Letters to the Citizens of the United States
This morning I read carefully and joyously through the first two letters, the joy a result of the encounter with an unapologetically free mind. Paine wrote to remind the citizens of the new United States of the principles behind their revolution 26 years earlier, and to call out the faction that he saw as turning back those principles in the name of "federalism."
One of Paine's observations gave me a small modicum of hope:
There is in America, more than in any other country, a large body of people who attend quietly to their farms, or follow their several occupations; who pay no regard to the clamours of anonymous scribblers, who think for themselves, and judge of government, not by the fury of newspaper writers, but by the prudent frugality of its measures, and the encouragement it gives to the improvement and prosperity of the country; and who, acting on their own judgment, never come forward in an election but on some important occasion.Do these people still exist, and are they "a large body"? It's difficult to say, given the results of the last several elections — indeed, given the results of most elections — although much may be concluded by examining how many people don't participate in most elections.
When this body moves, all the little barkings of scribbling and witless curs pass for nothing.
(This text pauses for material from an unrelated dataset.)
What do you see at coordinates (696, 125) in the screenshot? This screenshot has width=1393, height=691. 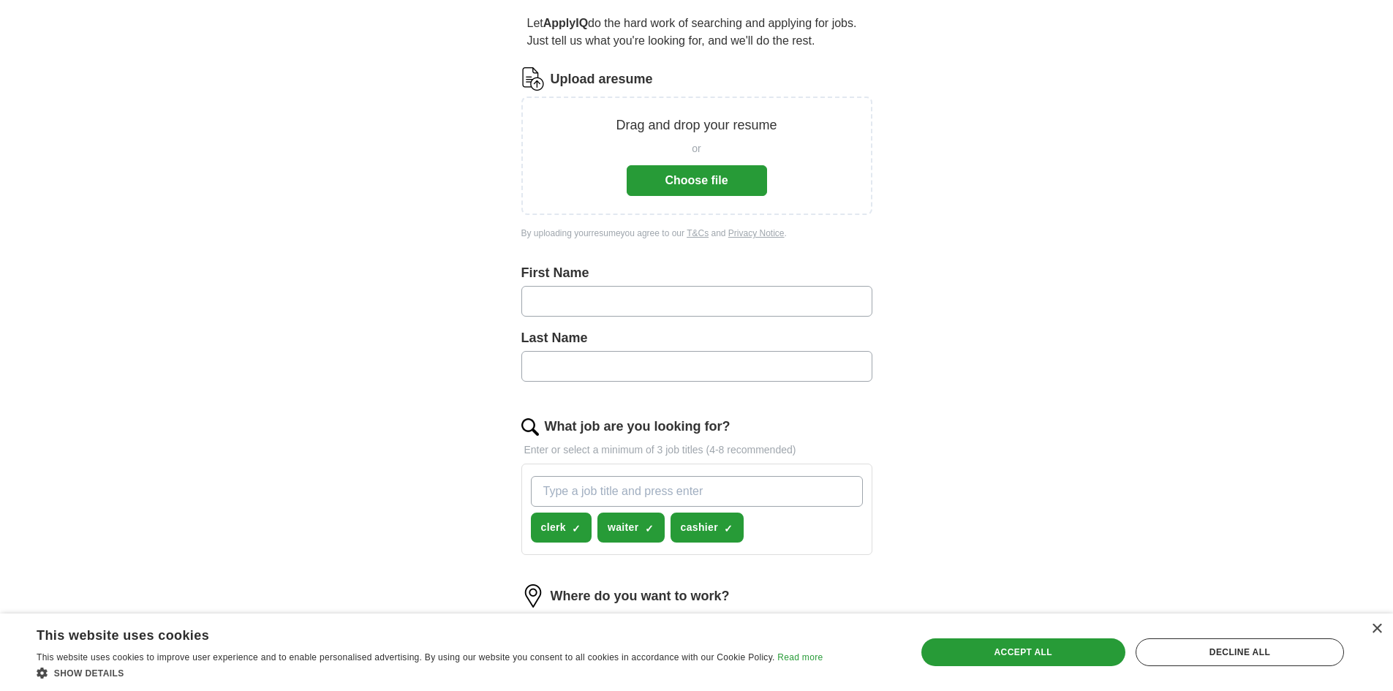 I see `p: Drag and drop your resume` at bounding box center [696, 125].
Our days are filled with "little barkings of scribblings and witless curs" who advocate chains for all but their anointed rulers — scribblings, and their electronic equivalent in this modern age. Do those who think for themselves still exist in sufficient numbers to make a difference?
And by "make a difference," I mean nothing more than to make the witless curs and anointed ones irrelevant. Freedom means the ability to say, as the great fictional Independent Malcolm Reynolds once said, "I got no need to beat you; I just want to go my way." Reynolds was a great example of Paine's people "who attend quietly to their farms, or to their several occupations."
Two hundred and seven years have passed since Paine wrote his letters, and the barkings have continued unceasingly. The embers of the flame he started with Common Sense still glow, often just barely.
The halls of government are filled with men and women anxious to extinguish those embers. They have grown fat and sassy on the backs of those willing to allow them to hold the reins of power; a little more Thomas Paine in our intellectual diets may be the cure.